Threshold warnings (50/80/90%) are orthogonal — they always fire if warning_thresholds is non-empty, regardless of the enforcement mode chosen for the cutoff.

How warnings reach the agent

When utilization crosses a threshold, the next chat() call has the warning appended as a synthetic user-role message at the end of messages. The agent sees:

[Budget notice] You've used 80% of your turn budget
(40/50 iterations). Wrap up your current line of work and
respond to the user soon.

The injection is ephemeral — only that one model call sees it, but the agent's response (the wrap-up plan it adopts) gets persisted as normal. Each threshold fires at most once per turn; subsequent iterations don't repeat the same warning. Threshold warnings are also suppressed once the budget is exhausted, so the agent doesn't get a stale "you're at 50%" notice after it has already hit the limit.

Observability hooks

The plugin doesn't emit logs or metrics on its own — it stays silent so consumers can route signal through whatever telemetry stack they already use. Two optional callbacks on BudgetWrapper cover the lifecycle:

def on_threshold_crossed(*, scope, threshold, utilization, used, cap, unit): ...
def on_limit_reached(*, scope, utilization, used, cap, unit): ...

provider = BudgetWrapper(
    inner, tracker,
    on_threshold_crossed=lambda **kw: logger.info("turn_budget_threshold", **kw),
    on_limit_reached=lambda **kw: logger.info("turn_budget_exhausted", **kw),
)
  • scope"turn" or "daily" (from the tracker's SCOPE).
  • threshold — fraction in warning_thresholds that was just crossed (on_threshold_crossed only).
  • utilization — current ratio (0.01.0+).
  • used / cap / unit — whichever axis is closer to exhaustion ("iterations" or "tokens"), so the payload matches the in-band warning template substitutions.

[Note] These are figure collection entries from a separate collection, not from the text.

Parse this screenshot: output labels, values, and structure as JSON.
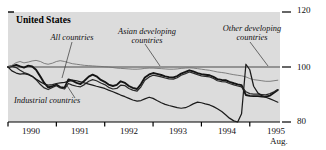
{
  "chart_data": {
    "type": "line",
    "title": "United States",
    "xlabel": "",
    "ylabel": "",
    "ylim": [
      80,
      120
    ],
    "xlim": [
      1990.0,
      1995.625
    ],
    "grid": false,
    "gridlines": [
      100
    ],
    "axis_position": "right",
    "y_ticks": [
      80,
      100,
      120
    ],
    "y_tick_labels": [
      "80",
      "100",
      "120"
    ],
    "x_ticks": [
      1990,
      1991,
      1992,
      1993,
      1994,
      1995
    ],
    "x_tick_labels": [
      "1990",
      "1991",
      "1992",
      "1993",
      "1994",
      "1995"
    ],
    "x_end_note": "Aug.",
    "legend_position": "inline-annotations",
    "annotations": [
      {
        "text": "All countries",
        "x_px": 72,
        "y_px": 38
      },
      {
        "text": "Asian developing\ncountries",
        "x_px": 146,
        "y_px": 33
      },
      {
        "text": "Other developing\ncountries",
        "x_px": 252,
        "y_px": 30
      },
      {
        "text": "Industrial countries",
        "x_px": 61,
        "y_px": 101
      }
    ],
    "series": [
      {
        "name": "All countries",
        "weight": "heavy",
        "color": "#141414",
        "x": [
          1990.0,
          1990.08,
          1990.17,
          1990.25,
          1990.33,
          1990.42,
          1990.5,
          1990.58,
          1990.67,
          1990.75,
          1990.83,
          1990.92,
          1991.0,
          1991.08,
          1991.17,
          1991.25,
          1991.33,
          1991.42,
          1991.5,
          1991.58,
          1991.67,
          1991.75,
          1991.83,
          1991.92,
          1992.0,
          1992.08,
          1992.17,
          1992.25,
          1992.33,
          1992.42,
          1992.5,
          1992.58,
          1992.67,
          1992.75,
          1992.83,
          1992.92,
          1993.0,
          1993.08,
          1993.17,
          1993.25,
          1993.33,
          1993.42,
          1993.5,
          1993.58,
          1993.67,
          1993.75,
          1993.83,
          1993.92,
          1994.0,
          1994.08,
          1994.17,
          1994.25,
          1994.33,
          1994.42,
          1994.5,
          1994.58,
          1994.67,
          1994.75,
          1994.83,
          1994.92,
          1995.0,
          1995.08,
          1995.17,
          1995.25,
          1995.33,
          1995.42,
          1995.5,
          1995.58
        ],
        "values": [
          100.0,
          100.3,
          100.8,
          100.2,
          99.8,
          100.5,
          100.2,
          99.0,
          96.5,
          94.2,
          92.6,
          93.0,
          93.6,
          92.7,
          92.5,
          95.5,
          95.0,
          94.2,
          93.8,
          95.0,
          96.5,
          97.2,
          96.6,
          95.3,
          94.6,
          93.6,
          93.1,
          93.5,
          94.8,
          94.2,
          93.1,
          92.4,
          92.0,
          93.8,
          96.2,
          97.3,
          97.8,
          97.5,
          97.1,
          96.6,
          96.3,
          96.2,
          96.7,
          97.6,
          98.2,
          98.8,
          98.4,
          97.8,
          97.4,
          97.2,
          97.0,
          96.4,
          95.6,
          95.3,
          95.2,
          94.6,
          94.1,
          93.7,
          93.4,
          89.8,
          89.5,
          89.4,
          89.4,
          89.3,
          89.2,
          89.6,
          90.6,
          91.6
        ]
      },
      {
        "name": "Industrial countries",
        "weight": "medium",
        "color": "#2a2a2a",
        "x": [
          1990.0,
          1990.08,
          1990.17,
          1990.25,
          1990.33,
          1990.42,
          1990.5,
          1990.58,
          1990.67,
          1990.75,
          1990.83,
          1990.92,
          1991.0,
          1991.08,
          1991.17,
          1991.25,
          1991.33,
          1991.42,
          1991.5,
          1991.58,
          1991.67,
          1991.75,
          1991.83,
          1991.92,
          1992.0,
          1992.08,
          1992.17,
          1992.25,
          1992.33,
          1992.42,
          1992.5,
          1992.58,
          1992.67,
          1992.75,
          1992.83,
          1992.92,
          1993.0,
          1993.08,
          1993.17,
          1993.25,
          1993.33,
          1993.42,
          1993.5,
          1993.58,
          1993.67,
          1993.75,
          1993.83,
          1993.92,
          1994.0,
          1994.08,
          1994.17,
          1994.25,
          1994.33,
          1994.42,
          1994.5,
          1994.58,
          1994.67,
          1994.75,
          1994.83,
          1994.92,
          1995.0,
          1995.08,
          1995.17,
          1995.25,
          1995.33,
          1995.42,
          1995.5,
          1995.58
        ],
        "values": [
          100.0,
          100.2,
          99.8,
          98.8,
          98.0,
          97.4,
          96.6,
          95.4,
          93.6,
          92.4,
          91.8,
          92.6,
          93.2,
          92.4,
          92.0,
          94.0,
          93.4,
          93.0,
          92.8,
          93.6,
          94.8,
          95.4,
          95.0,
          94.2,
          93.6,
          92.6,
          92.0,
          92.2,
          93.4,
          93.2,
          92.2,
          91.6,
          91.2,
          92.8,
          95.2,
          96.4,
          97.0,
          96.8,
          96.4,
          96.0,
          95.7,
          95.6,
          96.1,
          97.0,
          97.6,
          98.2,
          97.8,
          97.2,
          96.8,
          96.6,
          96.4,
          95.8,
          95.0,
          94.7,
          94.6,
          94.0,
          93.5,
          93.1,
          92.8,
          91.0,
          90.3,
          90.1,
          90.1,
          90.0,
          89.9,
          90.3,
          91.0,
          91.8
        ]
      },
      {
        "name": "Asian developing countries",
        "weight": "thin",
        "color": "#6e6e6e",
        "x": [
          1990.0,
          1990.08,
          1990.17,
          1990.25,
          1990.33,
          1990.42,
          1990.5,
          1990.58,
          1990.67,
          1990.75,
          1990.83,
          1990.92,
          1991.0,
          1991.08,
          1991.17,
          1991.25,
          1991.33,
          1991.42,
          1991.5,
          1991.58,
          1991.67,
          1991.75,
          1991.83,
          1991.92,
          1992.0,
          1992.08,
          1992.17,
          1992.25,
          1992.33,
          1992.42,
          1992.5,
          1992.58,
          1992.67,
          1992.75,
          1992.83,
          1992.92,
          1993.0,
          1993.08,
          1993.17,
          1993.25,
          1993.33,
          1993.42,
          1993.5,
          1993.58,
          1993.67,
          1993.75,
          1993.83,
          1993.92,
          1994.0,
          1994.08,
          1994.17,
          1994.25,
          1994.33,
          1994.42,
          1994.5,
          1994.58,
          1994.67,
          1994.75,
          1994.83,
          1994.92,
          1995.0,
          1995.08,
          1995.17,
          1995.25,
          1995.33,
          1995.42,
          1995.5,
          1995.58
        ],
        "values": [
          100.0,
          100.6,
          101.6,
          102.0,
          101.5,
          101.8,
          102.2,
          102.4,
          102.0,
          101.3,
          101.0,
          101.4,
          102.0,
          102.3,
          102.0,
          101.6,
          101.2,
          101.0,
          100.8,
          100.6,
          100.5,
          100.4,
          100.3,
          100.2,
          100.1,
          100.0,
          99.8,
          99.6,
          99.5,
          99.4,
          99.3,
          99.2,
          99.2,
          99.3,
          99.5,
          99.6,
          99.6,
          99.5,
          99.4,
          99.3,
          99.2,
          99.2,
          99.3,
          99.5,
          99.6,
          99.7,
          99.6,
          99.4,
          99.2,
          99.0,
          98.8,
          98.5,
          98.2,
          98.0,
          97.8,
          97.5,
          97.2,
          97.0,
          96.8,
          96.4,
          95.8,
          95.4,
          95.2,
          95.0,
          94.8,
          94.8,
          95.0,
          95.2
        ]
      },
      {
        "name": "Other developing countries",
        "weight": "medium",
        "color": "#1c1c1c",
        "x": [
          1990.0,
          1990.08,
          1990.17,
          1990.25,
          1990.33,
          1990.42,
          1990.5,
          1990.58,
          1990.67,
          1990.75,
          1990.83,
          1990.92,
          1991.0,
          1991.08,
          1991.17,
          1991.25,
          1991.33,
          1991.42,
          1991.5,
          1991.58,
          1991.67,
          1991.75,
          1991.83,
          1991.92,
          1992.0,
          1992.08,
          1992.17,
          1992.25,
          1992.33,
          1992.42,
          1992.5,
          1992.58,
          1992.67,
          1992.75,
          1992.83,
          1992.92,
          1993.0,
          1993.08,
          1993.17,
          1993.25,
          1993.33,
          1993.42,
          1993.5,
          1993.58,
          1993.67,
          1993.75,
          1993.83,
          1993.92,
          1994.0,
          1994.08,
          1994.17,
          1994.25,
          1994.33,
          1994.42,
          1994.5,
          1994.58,
          1994.67,
          1994.75,
          1994.83,
          1994.92,
          1995.0,
          1995.08,
          1995.17,
          1995.25,
          1995.33,
          1995.42,
          1995.5,
          1995.58
        ],
        "values": [
          100.0,
          98.6,
          97.8,
          97.4,
          97.6,
          97.2,
          96.6,
          95.6,
          94.6,
          93.8,
          93.4,
          93.6,
          94.0,
          94.2,
          94.4,
          94.8,
          95.2,
          95.0,
          94.6,
          94.2,
          93.8,
          93.4,
          93.0,
          92.6,
          92.2,
          91.6,
          91.0,
          90.4,
          89.8,
          89.2,
          88.6,
          88.0,
          87.6,
          87.8,
          88.4,
          89.0,
          88.6,
          87.8,
          87.0,
          86.4,
          86.0,
          85.6,
          85.2,
          85.0,
          85.2,
          85.8,
          86.6,
          87.2,
          87.0,
          86.6,
          86.2,
          85.6,
          84.8,
          83.8,
          82.6,
          81.4,
          80.4,
          80.0,
          83.0,
          101.0,
          99.0,
          93.0,
          90.5,
          89.6,
          89.0,
          88.4,
          87.8,
          87.2
        ]
      }
    ]
  },
  "axis": {
    "y_right_labels": [
      "120",
      "100",
      "80"
    ],
    "x_labels": [
      "1990",
      "1991",
      "1992",
      "1993",
      "1994",
      "1995"
    ],
    "x_sublabel": "Aug."
  },
  "labels": {
    "title": "United States",
    "all_countries": "All countries",
    "asian_developing_line1": "Asian developing",
    "asian_developing_line2": "countries",
    "other_developing_line1": "Other developing",
    "other_developing_line2": "countries",
    "industrial_countries": "Industrial countries"
  },
  "colors": {
    "plot_background": "#dcdcdc",
    "page_background": "#ffffff",
    "axis": "#000000",
    "gridline_100": "#4a4a4a",
    "series_all": "#141414",
    "series_industrial": "#2a2a2a",
    "series_asian": "#6e6e6e",
    "series_other": "#1c1c1c"
  }
}
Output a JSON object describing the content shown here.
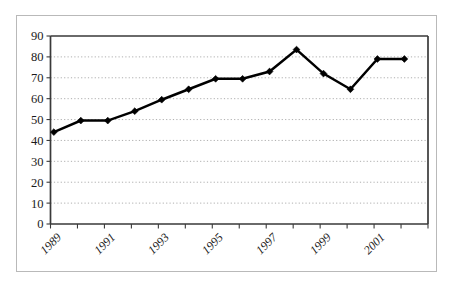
{
  "chart_data": {
    "type": "line",
    "title": "",
    "subtitle": "",
    "xlabel": "",
    "ylabel": "",
    "grid": true,
    "legend": "none",
    "xlim": [
      1989,
      2002
    ],
    "ylim": [
      0,
      90
    ],
    "yticks": [
      0,
      10,
      20,
      30,
      40,
      50,
      60,
      70,
      80,
      90
    ],
    "ytick_labels": [
      "0",
      "10",
      "20",
      "30",
      "40",
      "50",
      "60",
      "70",
      "80",
      "90"
    ],
    "xtick_labels": [
      "1989",
      "",
      "1991",
      "",
      "1993",
      "",
      "1995",
      "",
      "1997",
      "",
      "1999",
      "",
      "2001",
      ""
    ],
    "xtick_labels_shown": [
      "1989",
      "1991",
      "1993",
      "1995",
      "1997",
      "1999",
      "2001"
    ],
    "x": [
      1989,
      1990,
      1991,
      1992,
      1993,
      1994,
      1995,
      1996,
      1997,
      1998,
      1999,
      2000,
      2001,
      2002
    ],
    "values": [
      44,
      49.5,
      49.5,
      54,
      59.5,
      64.5,
      69.5,
      69.5,
      73,
      83.5,
      72,
      64.5,
      79,
      79
    ],
    "series": [
      {
        "name": "series-1",
        "color": "#000000",
        "marker": "diamond",
        "values": [
          44,
          49.5,
          49.5,
          54,
          59.5,
          64.5,
          69.5,
          69.5,
          73,
          83.5,
          72,
          64.5,
          79,
          79
        ]
      }
    ]
  },
  "colors": {
    "line": "#000000",
    "marker": "#000000",
    "grid": "#9a9a9a",
    "axis": "#3a3a3a",
    "outer_border": "#b9b9b9",
    "background": "#ffffff",
    "text": "#1a1a1a"
  }
}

Both hooks are dedup'd internally — on_threshold_crossed fires once per threshold crossing, on_limit_reached fires once per exhaustion event (and re-arms when the tracker resets, so the next turn or day boundary can fire it again). Exceptions raised inside a hook are swallowed so a buggy callback can't crash the agent loop.

Subagents

Each AgentLoop instance gets its own TurnBudgetTracker. To budget a parent turn together with its subagent spawns, share the same tracker (and policy) when constructing the subagent loop. The DailyBudgetTracker is naturally shared across all loops in a process since it's keyed on wall-clock time, not turn boundaries.

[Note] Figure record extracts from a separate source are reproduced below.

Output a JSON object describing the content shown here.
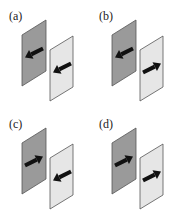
{
  "figure": {
    "panels": [
      {
        "id": "a",
        "label": "(a)",
        "left_plate_arrow": "left",
        "right_plate_arrow": "left"
      },
      {
        "id": "b",
        "label": "(b)",
        "left_plate_arrow": "left",
        "right_plate_arrow": "right"
      },
      {
        "id": "c",
        "label": "(c)",
        "left_plate_arrow": "right",
        "right_plate_arrow": "left"
      },
      {
        "id": "d",
        "label": "(d)",
        "left_plate_arrow": "right",
        "right_plate_arrow": "right"
      }
    ],
    "colors": {
      "dark_plate": "#9a9a9a",
      "light_plate": "#e6e6e6",
      "edge": "#555555",
      "arrow": "#111111"
    }
  }
}
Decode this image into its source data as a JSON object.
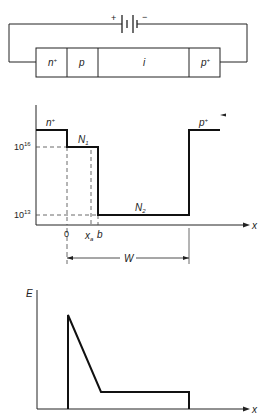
{
  "circuit": {
    "battery": {
      "plus": "+",
      "minus": "−"
    },
    "regions": [
      {
        "label": "n",
        "sup": "+"
      },
      {
        "label": "p",
        "sup": ""
      },
      {
        "label": "i",
        "sup": ""
      },
      {
        "label": "p",
        "sup": "+"
      }
    ]
  },
  "doping_profile": {
    "region_left": {
      "label": "n",
      "sup": "+"
    },
    "region_right": {
      "label": "p",
      "sup": "+"
    },
    "level_high": {
      "base": "10",
      "exp": "16"
    },
    "level_low": {
      "base": "10",
      "exp": "13"
    },
    "n1_label": {
      "base": "N",
      "sub": "1"
    },
    "n2_label": {
      "base": "N",
      "sub": "2"
    },
    "x_ticks": {
      "zero": "0",
      "xa": "x",
      "xa_sub": "a",
      "b": "b"
    },
    "width_label": "W",
    "x_axis_label": "x"
  },
  "field_profile": {
    "y_axis_label": "E",
    "x_axis_label": "x"
  }
}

Composition with other policies

TurnBudgetPolicy only handles turn-boundary detection and the optional cutoff. Pair it with exoclaw-loop-detection when you also want pattern-based detection of degenerate tool-call loops — they don't conflict, but exoclaw only accepts a single iteration_policy. A meta-policy that delegates to both is left as an exercise.

MicroPython compatibility

This package opts into the workspace's MP CI gate via [tool.exoclaw] mp_compat = true. The runtime branches (plain-class Enforcement constants instead of enum.Enum, dual @dataclass / hand-written __init__ configs, time.time() day-key) are exercised by tests/micro/test_imports.py.